Campbell said Lorri Lane’s way is better than any directions she could have read or received.

“Lorri is a self-taught improvisational realist oil painter,” Campbell said. “She began painting as a child in upstate New York.  After attaining a degree in English from Smith College, Lorri had planned on becoming a writer.”

But In the mid-eighties, she found her Southern roots in Alabama where she has been working as a professional artist ever since.

“There are periods of time when poetry and petite narratives still flow out of Lorri but, nonetheless, she is an artist every day and in most every way,” Campbell said.

Those who view Lorri Lane’s artwork, whether those who crate art or those who just enjoy and appreciate art, don’t forget her name or her art.
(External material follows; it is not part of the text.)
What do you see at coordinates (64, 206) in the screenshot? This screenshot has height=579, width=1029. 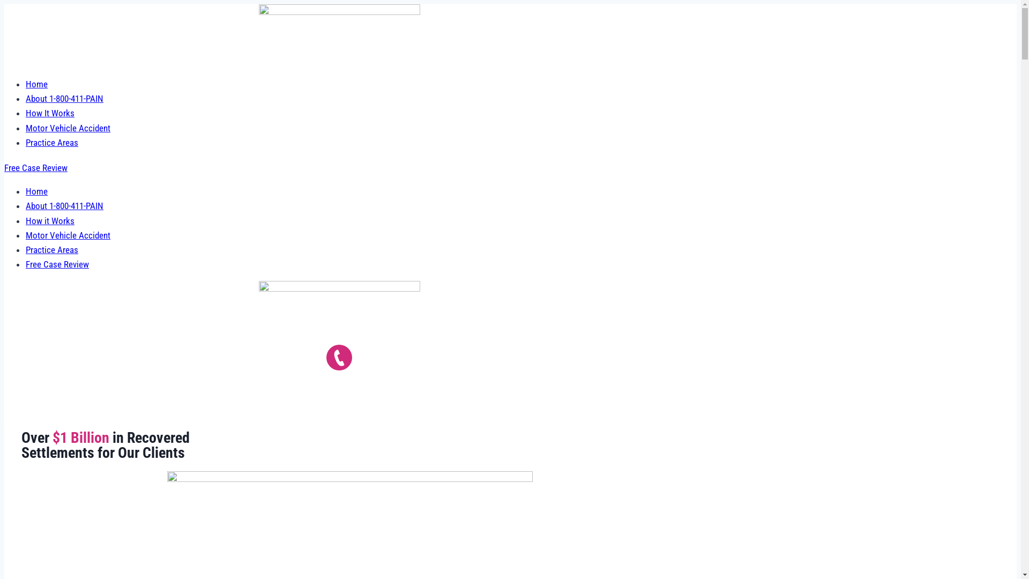 I see `About 1-800-411-PAIN` at bounding box center [64, 206].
Lorrie’s recent projects include teaching mural classes with the Alabama Prison Art and Education Project and curating rotating exhibits at the Betak/Frangoulis Gallery at Canterbury Chapel and Tuscaloosa Juvenile Court Lobby.  Her exhibitions include the Kentuck Studio Artists at the University of Alabama gallery, the Dinah Washington Cultural Arts Center and  a solo exhibit of paintings at Tuscaloosa’s Hotel Indigo through August. She is represented by her daughter’s gallery, Liz Lane Gallery in Birmingham.
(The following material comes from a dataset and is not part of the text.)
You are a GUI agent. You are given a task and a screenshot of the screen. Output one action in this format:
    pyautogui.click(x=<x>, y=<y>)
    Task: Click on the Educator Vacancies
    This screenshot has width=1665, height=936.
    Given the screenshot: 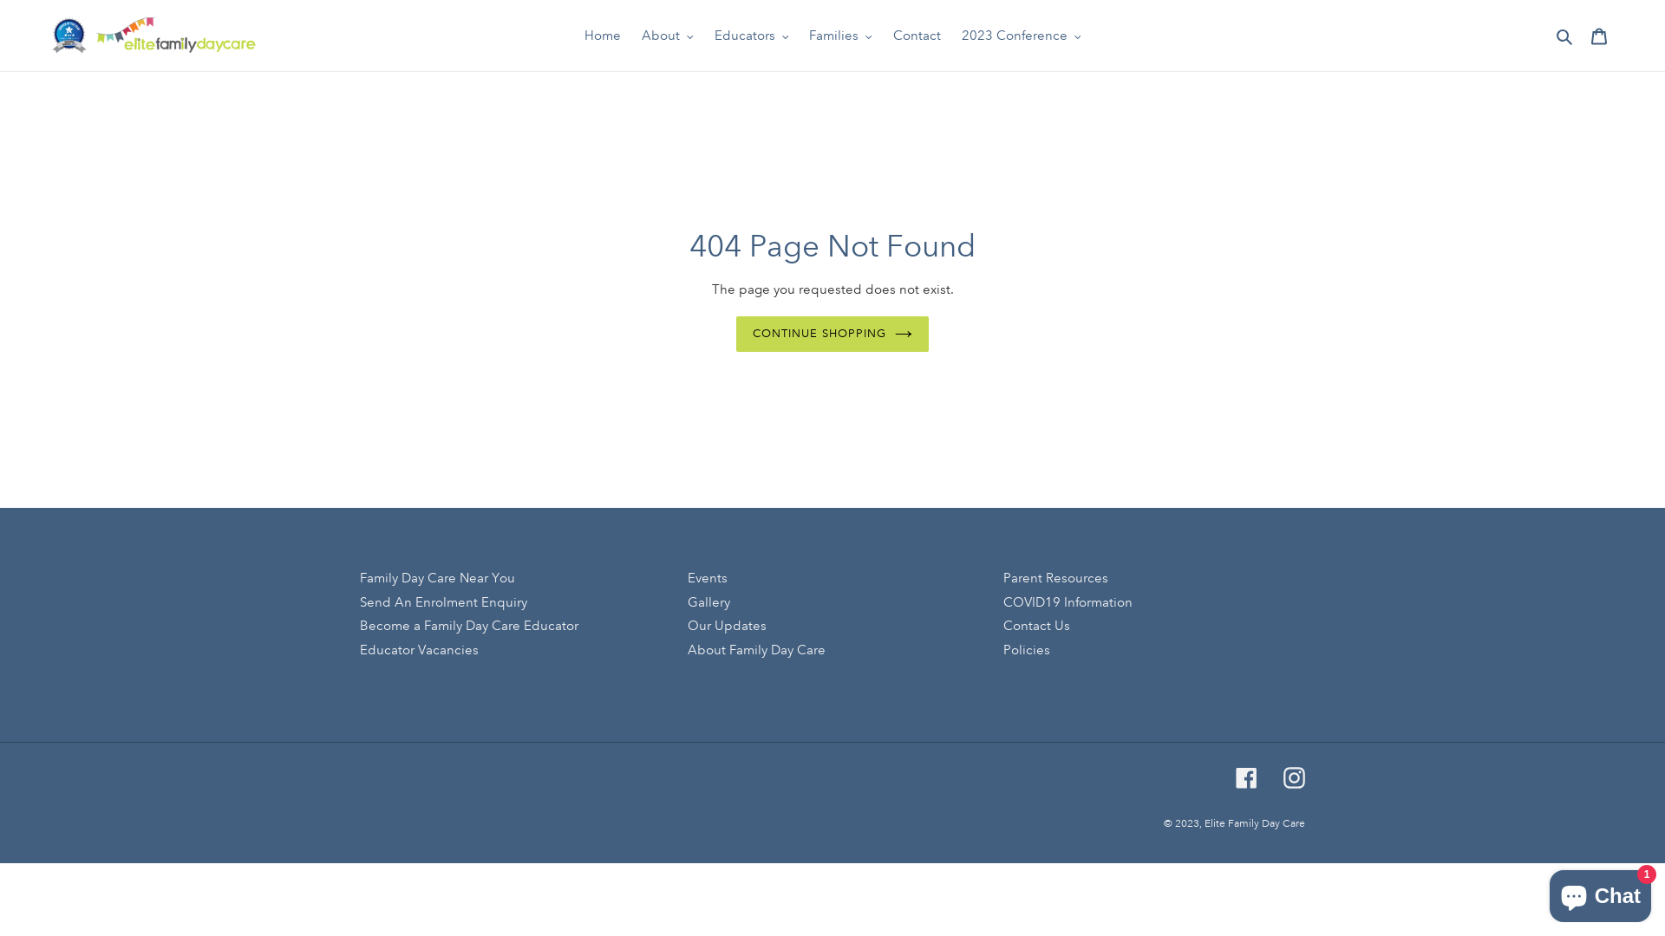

Liz Lane is a nationally known painter and chief executive officer of Liz Lane Gallery, a contemporary art gallery in Homewood with a second location in Asheville, North Carolina to open soon. Her studios are located inside her galleries. Liz Lane also represents a carefully curated collection of other emerging and well known artists, including her mother.

Campbell said each piece Liz Lane creates pulls from the moment it is created. Therefore, each piece is unique in inspiration and thought.

“Liz Lane’s brush, it has been said, performs a dance on canvas,” Campbell said. “It is expressive, powerful and unhindered by rules, much as her mother’s is by direction.”

Liz Lane said her work and philosophy have been deepened by the birth of her two daughters and a strong call to leave the world a better place for them to thrive in. She said there is urgency to protecting the changing climate and believes environmental reform must take place now.

Liz Lane has hosted events benefiting  environmental groups including organizations that fight for clean air and waterways in the state of Alabama. She is open to ideas and collaborations with environmental groups whose mission is to protect and serve the next generation.

She is also a proud sponsor of the arts in local, under served communities. She donates supplies to art educators to working with limited budgets in public schools.

“A society that does not value the arts has lost its humanity,” Liz Lane said.

As a second generation female artist, Liz Lane is aware of the lack of exposure and resources given to women in the arts. She has chosen to have a female majority of artists in her galleries.

She curates work from artists, male or female, who celebrate the strength of femininity.